If the shadow root’s mode
is "closed"
,
the computed shadow theme map is identical to the partial shadow theme map.
Otherwise,
it’s the union of the partial shadow theme map with the computed shadow theme maps of every shadow host’s shadow root in its shadow tree.
3. Selecting a Shadow Element: the ::part() and ::theme() pseudo-elements
The ::part() and ::theme() pseudo-elements
(collectively, the shadow-part pseudo-elements)
allow you to select elements that have been exposed via a part
attribute.
The syntaxes of them are:
::part() = ::part( <ident> ) ::theme() = ::theme( <ident> )
The ::part() pseudo-element only matches anything when the originating element is a shadow host. If the originating element’s shadow root’s shadow part element map contains the specified <ident>, ::part() matches the element or elements keyed to that <ident>. Otherwise, it matches nothing.
part="label"
),
you can select it with #the-button::part(label). The ::theme() pseudo-element is similar, except it can match regardless of whether the originating element is a shadow host or not. It matches the elements keyed to the specified <ident> in the computed shadow theme map of the shadow trees of the originating element or any descendants.
part="label"
anywhere in the entire document,
no matter how deeply nested into shadow trees they are. The shadow-part pseudo-elements can take additional pseudo-classes after them, such as x-button::part(label):hover, but never match the structural pseudo-classes or any other pseudo-classes that match based on tree information rather than local element information.
The shadow-part pseudo-elements also can take additional pseudo-elements after them, such as x-button::part(label)::before, but never match additional shadow-part pseudo-elements.
One can still target the nested label with a selector like x-panel::theme(label). However, this will also select the labels of any other buttons in the panel.
If the <x-panel>
’s internal confirm button had used something like part="confirm-button, * => confirm-*"
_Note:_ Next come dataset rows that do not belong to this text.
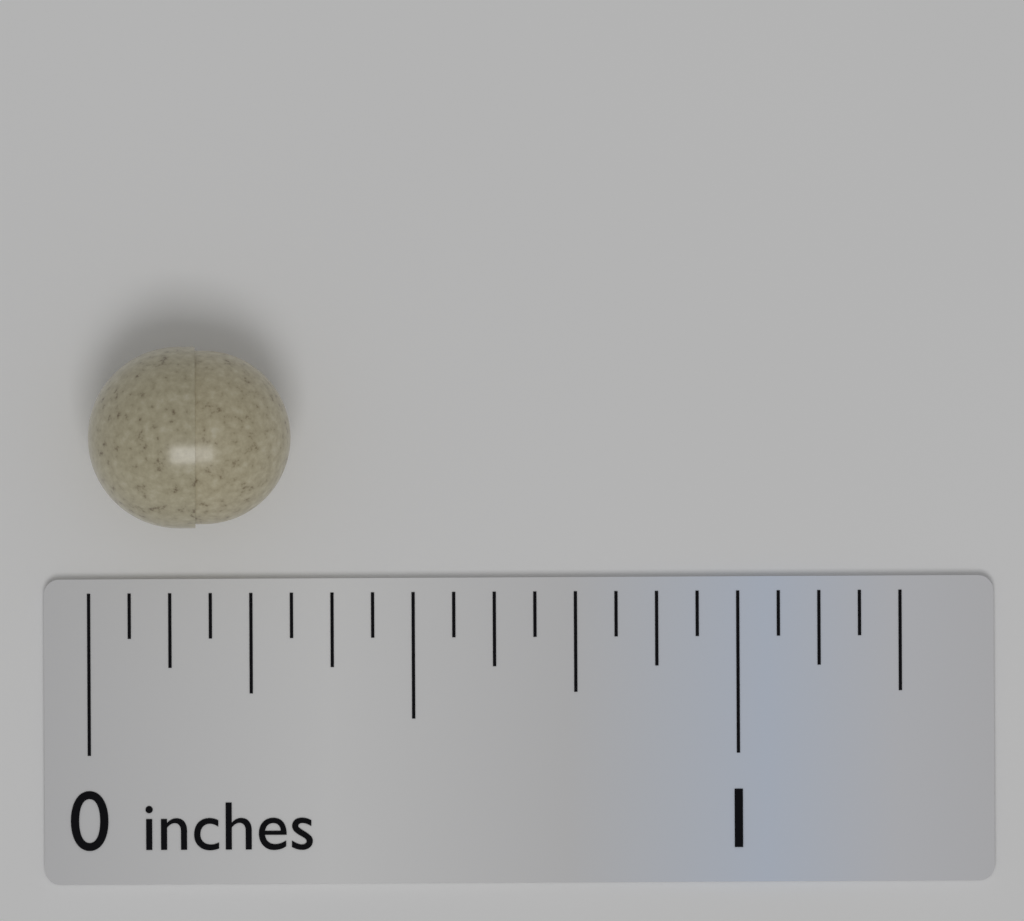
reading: 0.3125 in
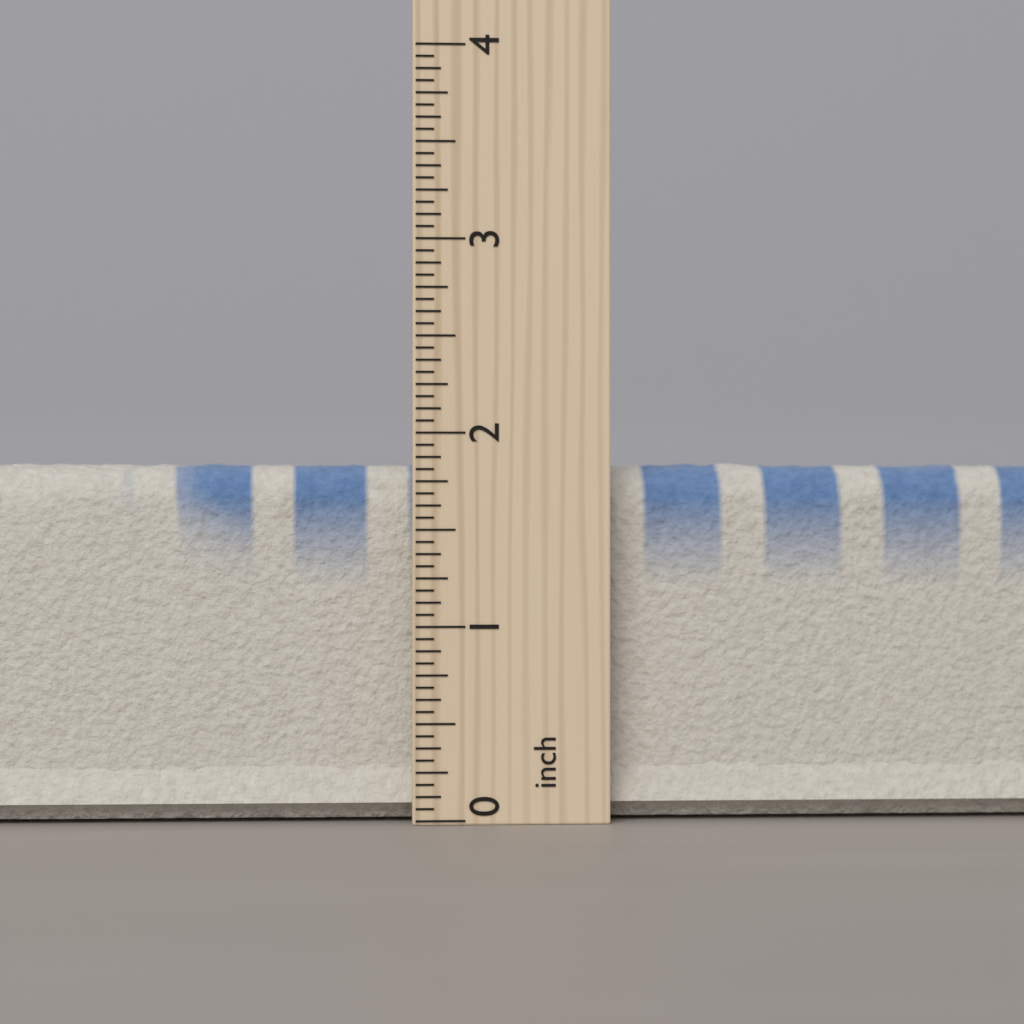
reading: 1.9375 inch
to forward the button’s internal parts up into the panel’s own shadow part element map,
then a selector like x-panel::part(confirm-label) would select just the one button’s label,
ignoring any other labels.
4. Extensions to the Element
Interface
dictionaryPartMap
{ required DOMTokenListmappedParts
= null; }; partial interface Element { [SameObject] readonly attribute DOMTokenList partList; [SameObject] readonly attribute PartMap partMap; };
The partList
attribute must return a DOMTokenList object whose associated element is the context object and whose associated attribute’s local name is part.
The token set of this particular DOMTokenList object are also known as the element’s part names.
The partMap
attribute must return a dictionary object whose associated element is the context object and whose associated attribute’s local name is partmap.
Document the relationship between the values in partMap and the partmap attribute.